Actually hardware-accelerated video decode is even spottier and more unreliable across most platforms. The JS API for codec support (canPlayType) literally returns "maybe" and "probably". It's quite bad.

So far the best compatibility I've seen has been Edge with flags on Windows (MPEG-2, H264, HEVC, AV1, VP8, VP9 with most also supporting accelerated encode). It still fails with some content (Dolby Vision P5 colors are incorrect, HEVC Rext doesn't play - more info about HEVC is available here https://github.com/StaZhu/enable-chromium-hevc-hardware-deco...). Chrome on macOS is a close second in terms of codec support.

The worst in terms of HW acceleration being all the browsers on desktop Linux-s, few and fragile combinations that offer limited and janky support. But it's slowly improving. This combined with the not-the-latest hardware many use, means things like VP9 or AV1 tend to stutter.

I'd love to see some more generic stats, but considering the APIs aren't sufficient to determine actual support, these might be difficult to gather.
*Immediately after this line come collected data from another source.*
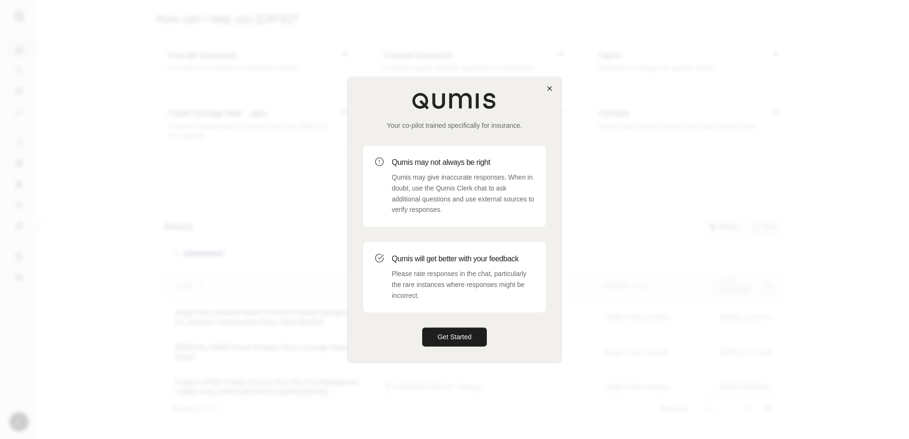 This screenshot has height=439, width=909. What do you see at coordinates (454, 101) in the screenshot?
I see `img: Qumis Logo` at bounding box center [454, 101].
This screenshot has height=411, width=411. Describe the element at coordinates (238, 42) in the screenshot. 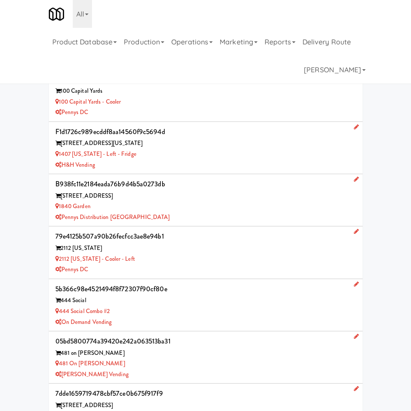

I see `a: Marketing` at that location.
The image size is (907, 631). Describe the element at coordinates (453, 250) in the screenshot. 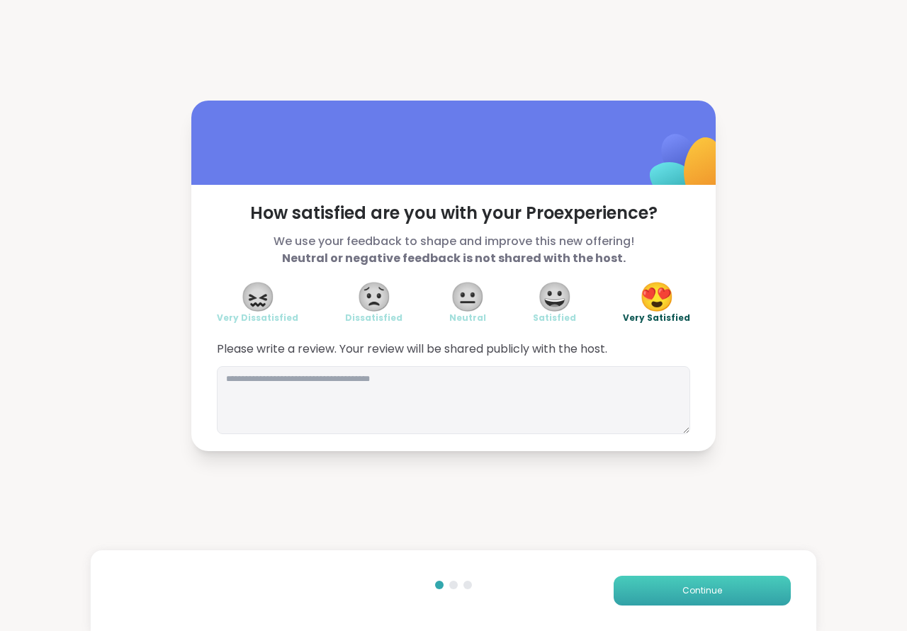

I see `span: We use your feedback to shape and improve this new offering!` at that location.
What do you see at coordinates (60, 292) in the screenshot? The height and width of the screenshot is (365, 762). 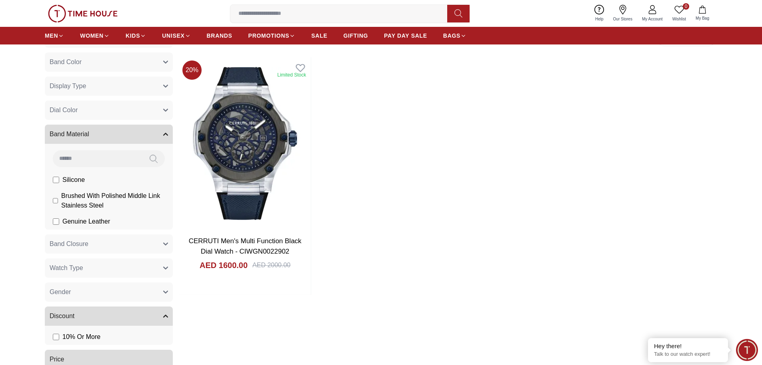 I see `span: Gender` at bounding box center [60, 292].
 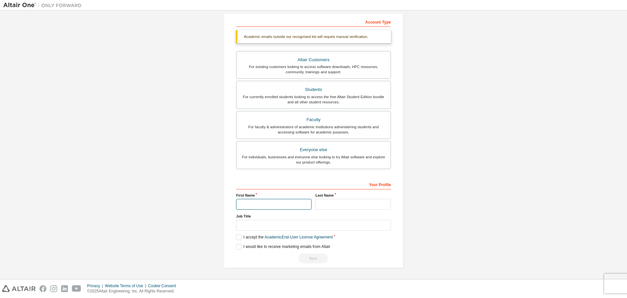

But all things considered, I heavily doubt dropping H264 HW decode support was a good idea considering how often its still used.

Thaxll · 2 years ago
It is the most used by far.

Dead Comment

supertrope · 2 years ago
It's to save the license fee. A76 cores are fast enough to brute force H.264.
wargames · 2 years ago
True, but hardware support does wonders for power consumption. I'm blown away that I can watch 3 hours of h264 content on my flights and only 5% of my iPad battery is used. i.e. more factors to consider than simply whether it can/can't with brute force.
megous · 2 years ago
That depends on resolution and other factors.
lannisterstark · 2 years ago
Remember you can get an HP Prodesk G3 400 or some such for $60 refurbed with far more hardware capabilities if you don't need the portable form factor, gpio, or power consumption.

It's actually a better deal for home servers.

fswd · 2 years ago
I just bought a 10th gen i5 laptop with 16gb of ram for $60 off of ebay. HP c640 chromebook. Fast enough to run a 7B LLM at 1-2 tokens/sec
jrockway · 2 years ago
Electricity is something you have to pay for for always-on computers:

Prodesk G3: 24 hours * 365 days * 35W * 1000W/kW * $0.30/kWh = $91

Raspberry Pi 5: 24 hours * 365 days * 12W * 1000W/kW * $0.30/kWh = $31

It's likely that 12W over-counts for the Raspberry Pi 5 and 35W under-counts for the Intel chip, so it might be even worse than this.

lannisterstark · 2 years ago
Right, I agree, but electricity prices are variable and location dependent, for example, it doesn't cost me 30c/kwh, it's more like 5 cents and 3 cents depending on the time.

With that logic, the $20 in difference of $30 per year vs $10 per year of Pi is fairly meaningless for performance boost I am getting.

If your electricity is expensive, sure, but I imagine the performance boost would be worth it for an actual homeserver that a G3 can make vs a tinkering/fun project you can make with a Pi.

hollerith · 2 years ago
You're comparing a CPU that became generally available in 2017 or earlier (i.e., the 7th-gen or 6th-gen Core CPU in the Prodesk G3) with a more much recent CPU.
2OEH8eoCRo0 · 2 years ago
What do they idle at? I have two home servers that are essentially at idle 24/7.
xxpor · 2 years ago
$0.30/kWh is 3x the average US price of electricity.
KaiserPro · 2 years ago
the new intel m100 nuc platform chip is probably where its at.

yes its double the price, but in terms of power usage its ~4 watts at the plug at 50% load, (vs 30) and more over a million times faster.